Abstract

Nanolipoprotein particles (NLPs), also known as nanodiscs, are lipid bilayers bounded by apolipoprotein. We recently showed that lipids and membrane proteins cannot exchange between NLPs. However, addition of bicelles opens NLPs and transfers their contents to bicelles, which freely exchange lipids and proteins. Because monomeric membrane proteins can be prepared in NLPs by cell-free protein synthesis, the bicelle-induced transfer process may provide a new method for studying membrane protein oligomerization. The mechanism of the NLP-bicelle interaction is unknown. We have now tested the effects of bicelle detergent (DHPC), apolipoprotein (MSP1E3D1), and temperature on lipid transfer from NLPs to bicelles, using stopped-flow kinetics. NLPs were prepared with fluorescent lipids (0.02 to 0.05 mole fraction), consisting of FRET donors (NBD-PE) and acceptors (LR-PE) at approximately equal concentrations. NLPs were mixed with a 200-fold molar excess of DHPC/DMPC bicelles (equimolar 6- and 14-carbon acyl chains) in a stopped-flow fluorometer. The rate of lipid transfer was monitored by the appearance of unquenched NBD fluorescence at 520 nm. The observed pseudo-first-order rate constant was surprisingly small (0.26/sec). NLPs did not react with DHPC alone below its critical micelle concentration (cmc). Above the cmc, the reaction was complete within the instrument dead time. Thus, the rate-limiting step is not the reaction of NLPs with DHPC monomers or micelles. Added MSP1E3D1 had no effect on the rate, ruling out free apolipoprotein involvement. The NLP-bicelle mixing rate showed a strong temperature dependence (activation energy = 28 kcal/mol). Near or below the DMPC phase transition temperature, the kinetics were biphasic. The results suggest NLP-bicelle mixing kinetics may be mechanistically similar to lipid mixing via fusion pores.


● TRY IT
Set down a true copy of the data, with all pictures left out.

● PROVIDED DATA
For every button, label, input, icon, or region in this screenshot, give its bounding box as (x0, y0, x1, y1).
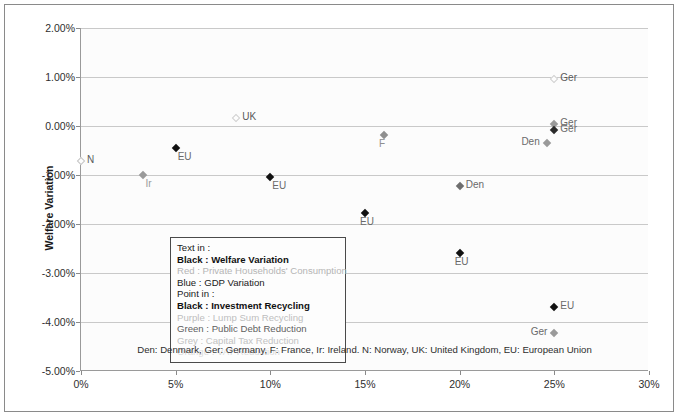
y-tick-mark (76, 28, 80, 29)
data-point-marker (550, 303, 558, 311)
country-abbreviation-note: Den: Denmark, Ger: Germany, F: France, I… (81, 344, 648, 355)
legend-entry: Purple : Lump Sum Recycling (177, 312, 340, 324)
y-tick-label: 2.00% (33, 22, 75, 34)
legend-entry: Point in : (177, 288, 340, 300)
x-tick-label: 15% (354, 378, 375, 390)
y-tick-mark (76, 371, 80, 372)
plot-area: 2.00%1.00%0.00%-1.00%-2.00%-3.00%-4.00%-… (80, 28, 648, 371)
data-point-marker (550, 329, 558, 337)
legend-entry: Text in : (177, 242, 340, 254)
x-tick-mark (270, 371, 271, 375)
data-point-label: Ger (560, 73, 577, 83)
gridline (81, 322, 648, 323)
data-point-label: Ger (560, 124, 577, 134)
y-tick-mark (76, 175, 80, 176)
legend-entry: Blue : GDP Variation (177, 277, 340, 289)
x-tick-mark (176, 371, 177, 375)
y-tick-label: -3.00% (33, 267, 75, 279)
y-tick-mark (76, 77, 80, 78)
y-tick-mark (76, 224, 80, 225)
data-point-label: N (87, 155, 94, 165)
chart-figure: Welfare Variation 2.00%1.00%0.00%-1.00%-… (0, 0, 678, 416)
legend-entry: Black : Investment Recycling (177, 300, 340, 312)
y-tick-label: -1.00% (33, 169, 75, 181)
gridline (81, 175, 648, 176)
gridline (81, 28, 648, 29)
x-tick-label: 25% (544, 378, 565, 390)
data-point-label: EU (360, 217, 374, 227)
x-tick-mark (365, 371, 366, 375)
data-point-label: EU (455, 257, 469, 267)
x-tick-label: 0% (73, 378, 88, 390)
gridline (81, 273, 648, 274)
data-point-label: EU (178, 152, 192, 162)
data-point-marker (455, 182, 463, 190)
x-tick-mark (554, 371, 555, 375)
x-tick-mark (81, 371, 82, 375)
data-point-label: UK (242, 112, 256, 122)
data-point-label: Ger (531, 327, 548, 337)
x-tick-label: 5% (168, 378, 183, 390)
legend-entry: Green : Public Debt Reduction (177, 323, 340, 335)
data-point-label: Ir (145, 179, 151, 189)
y-tick-mark (76, 126, 80, 127)
data-point-marker (232, 113, 240, 121)
y-tick-label: -4.00% (33, 316, 75, 328)
x-tick-mark (649, 371, 650, 375)
y-tick-label: -5.00% (33, 365, 75, 377)
y-tick-mark (76, 273, 80, 274)
data-point-label: EU (272, 181, 286, 191)
data-point-label: Den (466, 180, 484, 190)
data-point-label: Den (521, 137, 539, 147)
data-point-marker (543, 139, 551, 147)
x-tick-label: 10% (260, 378, 281, 390)
y-tick-label: 1.00% (33, 71, 75, 83)
legend-entry: Red : Private Households' Consumption (177, 265, 340, 277)
legend-entry: Black : Welfare Variation (177, 254, 340, 266)
data-point-label: EU (560, 301, 574, 311)
x-tick-label: 30% (638, 378, 659, 390)
y-tick-label: 0.00% (33, 120, 75, 132)
x-tick-mark (460, 371, 461, 375)
x-tick-label: 20% (449, 378, 470, 390)
y-tick-mark (76, 322, 80, 323)
data-point-label: F (379, 139, 385, 149)
y-tick-label: -2.00% (33, 218, 75, 230)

● RESPONSE AREA
For every button, label, input, icon, or region in this screenshot, give its bounding box as (x0, y0, x1, y1).
y-tick-mark (76, 28, 80, 29)
data-point-marker (550, 303, 558, 311)
country-abbreviation-note: Den: Denmark, Ger: Germany, F: France, I… (81, 344, 648, 355)
legend-entry: Purple : Lump Sum Recycling (177, 312, 340, 324)
y-tick-label: 2.00% (33, 22, 75, 34)
legend-entry: Point in : (177, 288, 340, 300)
x-tick-label: 15% (354, 378, 375, 390)
y-tick-mark (76, 371, 80, 372)
plot-area: 2.00%1.00%0.00%-1.00%-2.00%-3.00%-4.00%-… (80, 28, 648, 371)
data-point-marker (550, 329, 558, 337)
legend-entry: Text in : (177, 242, 340, 254)
x-tick-mark (270, 371, 271, 375)
data-point-label: Ger (560, 73, 577, 83)
gridline (81, 322, 648, 323)
data-point-label: Ger (560, 124, 577, 134)
y-tick-mark (76, 175, 80, 176)
legend-entry: Blue : GDP Variation (177, 277, 340, 289)
x-tick-mark (176, 371, 177, 375)
y-tick-label: -3.00% (33, 267, 75, 279)
y-tick-mark (76, 77, 80, 78)
y-tick-mark (76, 224, 80, 225)
data-point-label: N (87, 155, 94, 165)
chart-figure: Welfare Variation 2.00%1.00%0.00%-1.00%-… (0, 0, 678, 416)
legend-entry: Black : Investment Recycling (177, 300, 340, 312)
y-tick-label: -1.00% (33, 169, 75, 181)
gridline (81, 175, 648, 176)
gridline (81, 28, 648, 29)
x-tick-label: 25% (544, 378, 565, 390)
data-point-label: EU (360, 217, 374, 227)
x-tick-mark (365, 371, 366, 375)
data-point-label: EU (455, 257, 469, 267)
x-tick-label: 0% (73, 378, 88, 390)
gridline (81, 273, 648, 274)
data-point-label: EU (178, 152, 192, 162)
data-point-marker (455, 182, 463, 190)
x-tick-mark (554, 371, 555, 375)
x-tick-mark (81, 371, 82, 375)
data-point-label: UK (242, 112, 256, 122)
data-point-label: Ger (531, 327, 548, 337)
x-tick-label: 5% (168, 378, 183, 390)
legend-entry: Green : Public Debt Reduction (177, 323, 340, 335)
data-point-label: Ir (145, 179, 151, 189)
y-tick-mark (76, 126, 80, 127)
data-point-marker (232, 113, 240, 121)
y-tick-label: -4.00% (33, 316, 75, 328)
x-tick-mark (649, 371, 650, 375)
y-tick-label: -5.00% (33, 365, 75, 377)
y-tick-mark (76, 273, 80, 274)
data-point-label: EU (272, 181, 286, 191)
data-point-label: Den (466, 180, 484, 190)
data-point-label: Den (521, 137, 539, 147)
data-point-marker (543, 139, 551, 147)
x-tick-label: 10% (260, 378, 281, 390)
y-tick-label: 1.00% (33, 71, 75, 83)
legend-entry: Red : Private Households' Consumption (177, 265, 340, 277)
legend-entry: Black : Welfare Variation (177, 254, 340, 266)
data-point-label: EU (560, 301, 574, 311)
x-tick-label: 30% (638, 378, 659, 390)
y-tick-label: 0.00% (33, 120, 75, 132)
x-tick-mark (460, 371, 461, 375)
x-tick-label: 20% (449, 378, 470, 390)
y-tick-mark (76, 322, 80, 323)
data-point-label: F (379, 139, 385, 149)
y-tick-label: -2.00% (33, 218, 75, 230)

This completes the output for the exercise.